If they are, will our kids be tagged as “troubled” students for matters entirely unrelated to public education? Will those factors once identified and categorized be used as cues to encourage home visitation and/or intervention by Child Protective Services and other government agencies? And will those same identifiers dog them our kids for the rest of their lives?  

Based upon the above list, one can easily see students and their families targeted for any of the following: non-standard political beliefs (such as libertarianism); a parent who is coping with mental illness (even something as common and treatable as depression); disagreements with the concept of same-sex relationships; exhibiting once-normal behavioral traits now deemed to be anti-social (such as playful kidding now classified as vicious bullying); maintaining friendly relationships with reformed individuals who paid their dues to society; regular utilization of the services of medical doctors; regularly attending church services; and family income (“too low” or “too high”).         

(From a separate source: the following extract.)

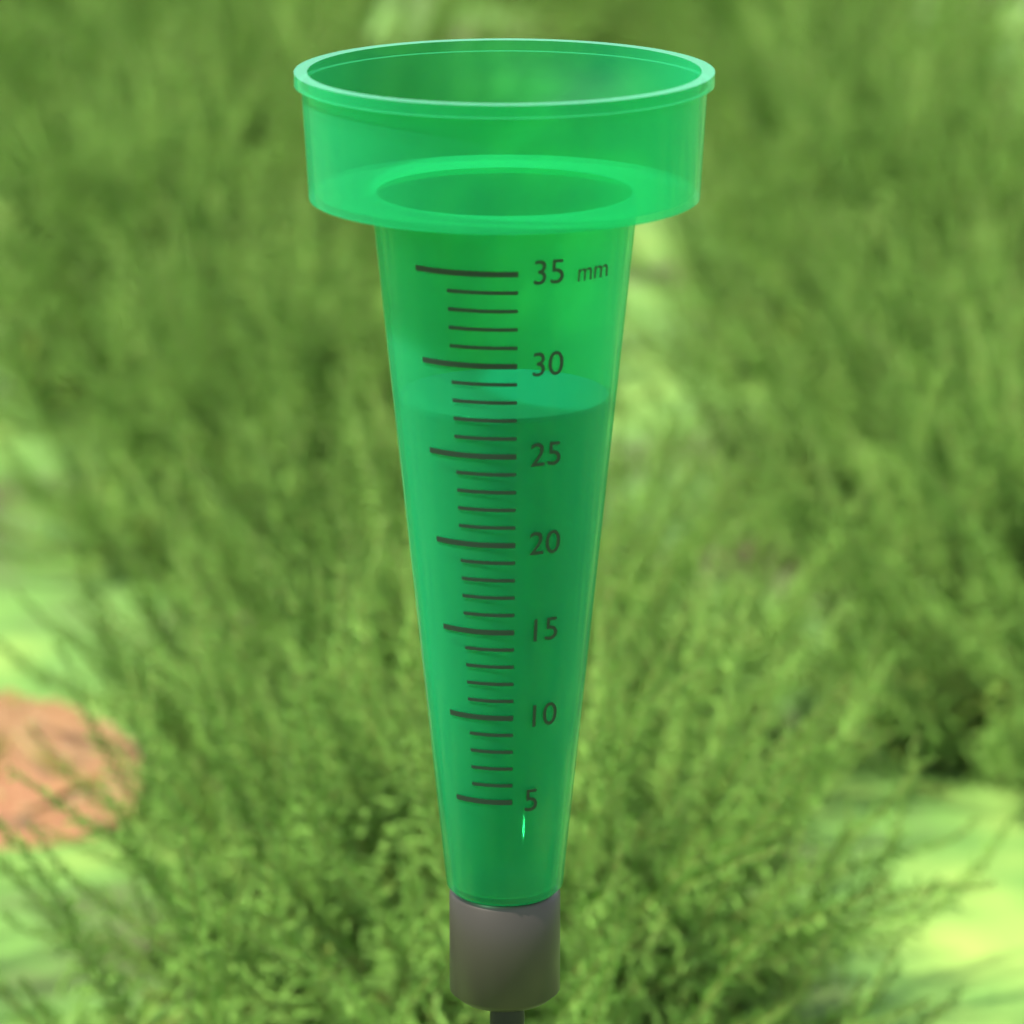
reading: 27 mm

The possibilities for abuse of this data are endless. It could be done in the classroom (by a maverick teacher with a personal agenda), at the district level (by one trying to improve its statistical outcomes by sequestering alleged troubled youth), and well into the future --- these corrupted records would follow the youth into the SUNY/CUNY system (impacting their eligibility and/or studies) and could likely be made readily available in their pursuit of gainful employment.

What you see before you is the slippery slope: The data collection being done now is intrusive enough, but it’s nothing compared to what will happen once districts and unknowing parents have warmed up to the practice and accept data-mining as a normal part of public education.

There’s a Big Brother in the classroom…and it’s not anyone’s sibling.